Merge server and local lists in subshell. Filter once.
This takes the server and local package lists, sorts, applies blacklist,
sorts again to make a large list of package names in blacklist.
Use internal printf rather than external ls to build local list.
Also pass local package list to blacklist
This creates a blacklist of package names from regexp in original
file (/etc/slackpkg/blacklist) and uses the precreated list for
later comparison
Signed-off-by: Robby Workman <rworkman@slackware.com>
As of slackpkg shipped with Slackware 15.0, it is no longer
supported to add packages to /etc/slackpkg/blacklist using
the slackpkg executable; this should only be done with an
editor pointing at /etc/slackpkg/blacklist
* Modify checkchangelog() function to only check CHECKSUMS.md5.asc.
* Remove unneeded check of ChangeLog.txt from checkchangelog() function.
* Move fetching of ChangeLog.txt to updatefilelists() function.
* Modify check-updates to output need to update to stderr so cron
jobs will notify sysadmin.
Signed-off-by: Robby Workman <rworkman@slackware.com>
This reverts commit fcc58ff506
because it breaks lxc container creation; ponce stated on LQ
that "seems that forcing $CONF under $ROOT is what break things
here: $CONF in the template is used to have a temporary location,
outside of the container, in which to store the template, a
blacklist and a mirror configuration for the container creation"

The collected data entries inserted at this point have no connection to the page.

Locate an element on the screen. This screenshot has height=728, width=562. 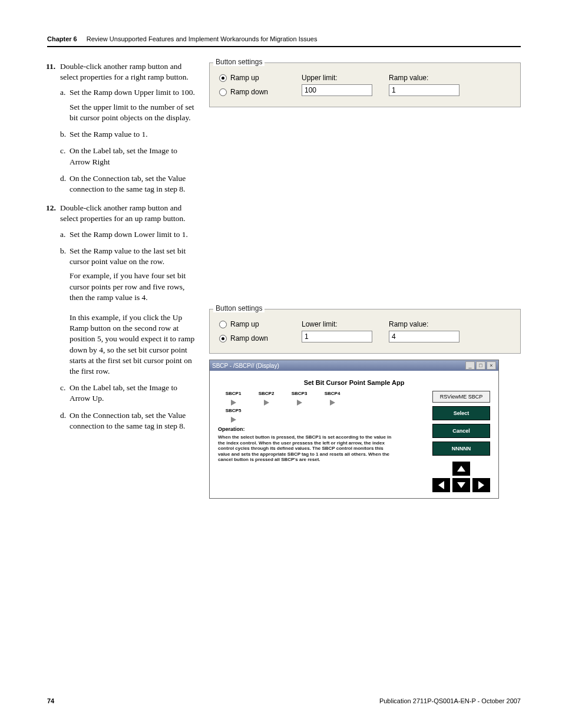
rsviewme-label: RSViewME SBCP is located at coordinates (461, 397).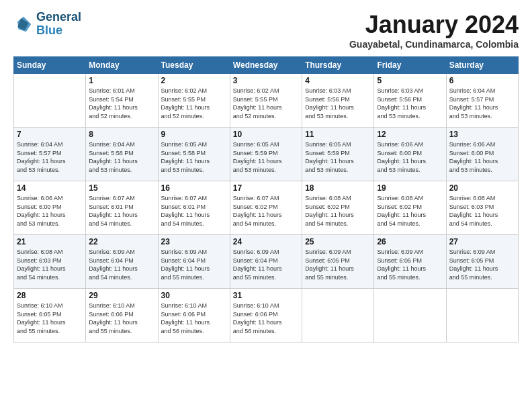 Image resolution: width=532 pixels, height=411 pixels. Describe the element at coordinates (50, 66) in the screenshot. I see `day-header-sunday: Sunday` at that location. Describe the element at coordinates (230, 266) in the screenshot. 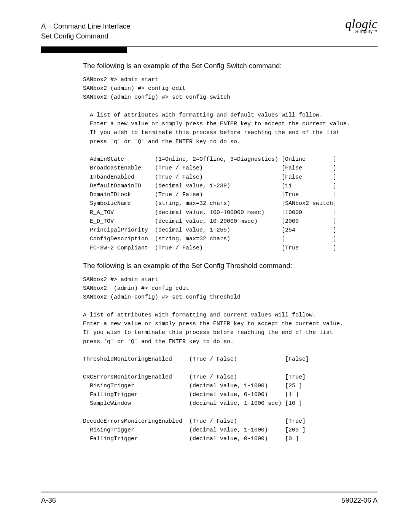

I see `section2-intro: The following is an example of the Set C…` at that location. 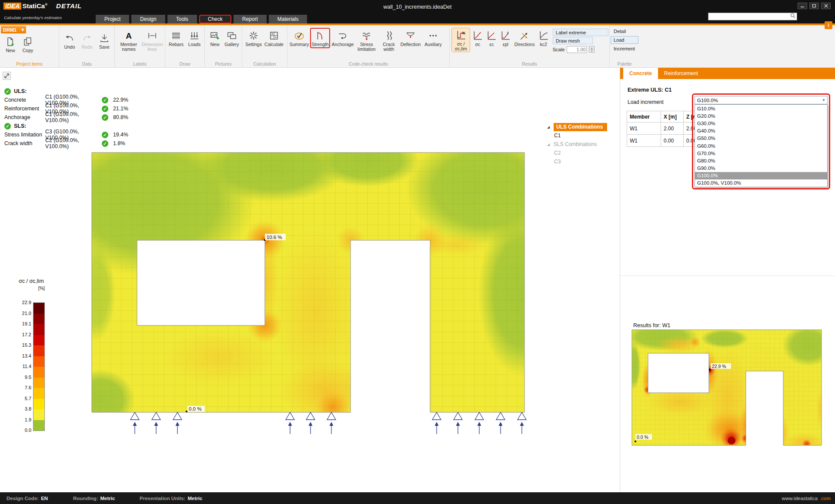 I want to click on dropdown-option: G40.0%, so click(x=761, y=131).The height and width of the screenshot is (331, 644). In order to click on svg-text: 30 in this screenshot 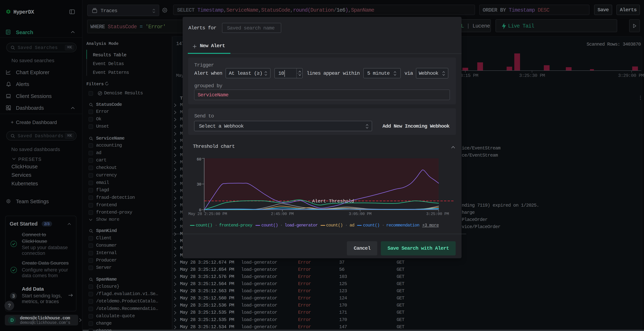, I will do `click(199, 185)`.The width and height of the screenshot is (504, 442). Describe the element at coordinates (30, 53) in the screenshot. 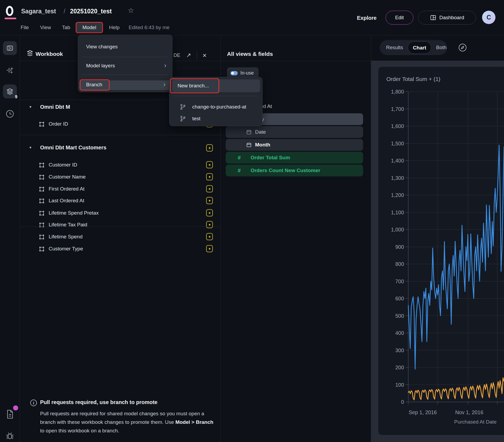

I see `workbook-layers-icon` at that location.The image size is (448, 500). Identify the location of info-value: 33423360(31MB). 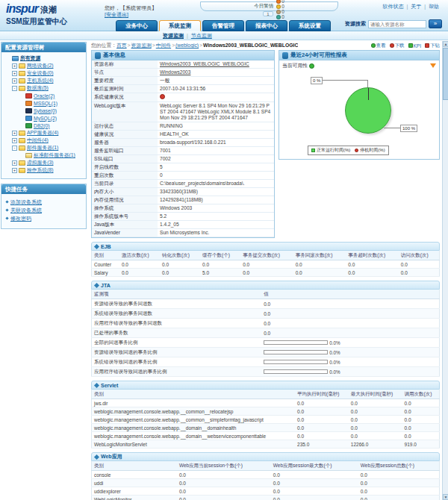
(216, 193).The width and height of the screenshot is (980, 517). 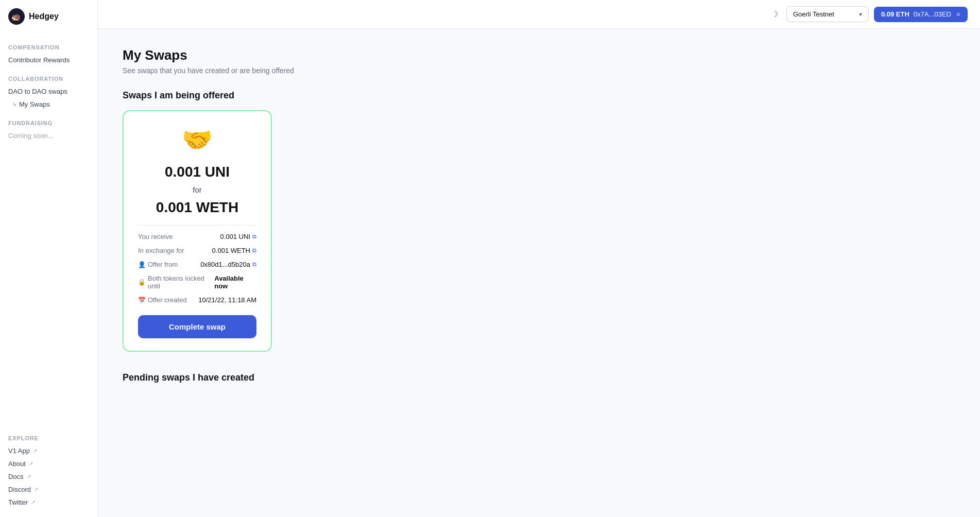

This adds ./$PKGMAIN/ to a blacklisted set line, which
ought to say turn kde/ into ./slackware64/kde as it listed in the
temp pkglist. I've tightened up the patches/pasture/extra etc. lines
too.
Signed-off-by: Robby Workman <rworkman@slackware.com>
Blacklisted sets now need a trailing / (eg. kde/)
Anything with a trailing slash is excluded from having \s added to it.
Then the slash is removed so the set is picked up by the old
functionality.
Signed-off-by: Robby Workman <rworkman@slackware.com>
In short, it seems impossible to blacklist some packages without
catching other undesirable packages. As an example, blacklisting
glibc will also catch glibc-zoneinfo (and the other glibc-*)
packages. It would be good to have the ability to blacklist only
the glibc package without it catching the others.
With this change, if sysadmin wants the blacklist to be "greedy,"
then adding "glibc.*" to the blacklist will do that.
Reported-by: Peter Hyman <pete@peterhyman.com>
Signed-off-by: Robby Workman <rworkman@slackware.com>
This should never be an issue on a properly installed
system (assuming slackpkg is installed on the system),
but it doesn't hurt anything either to be safe.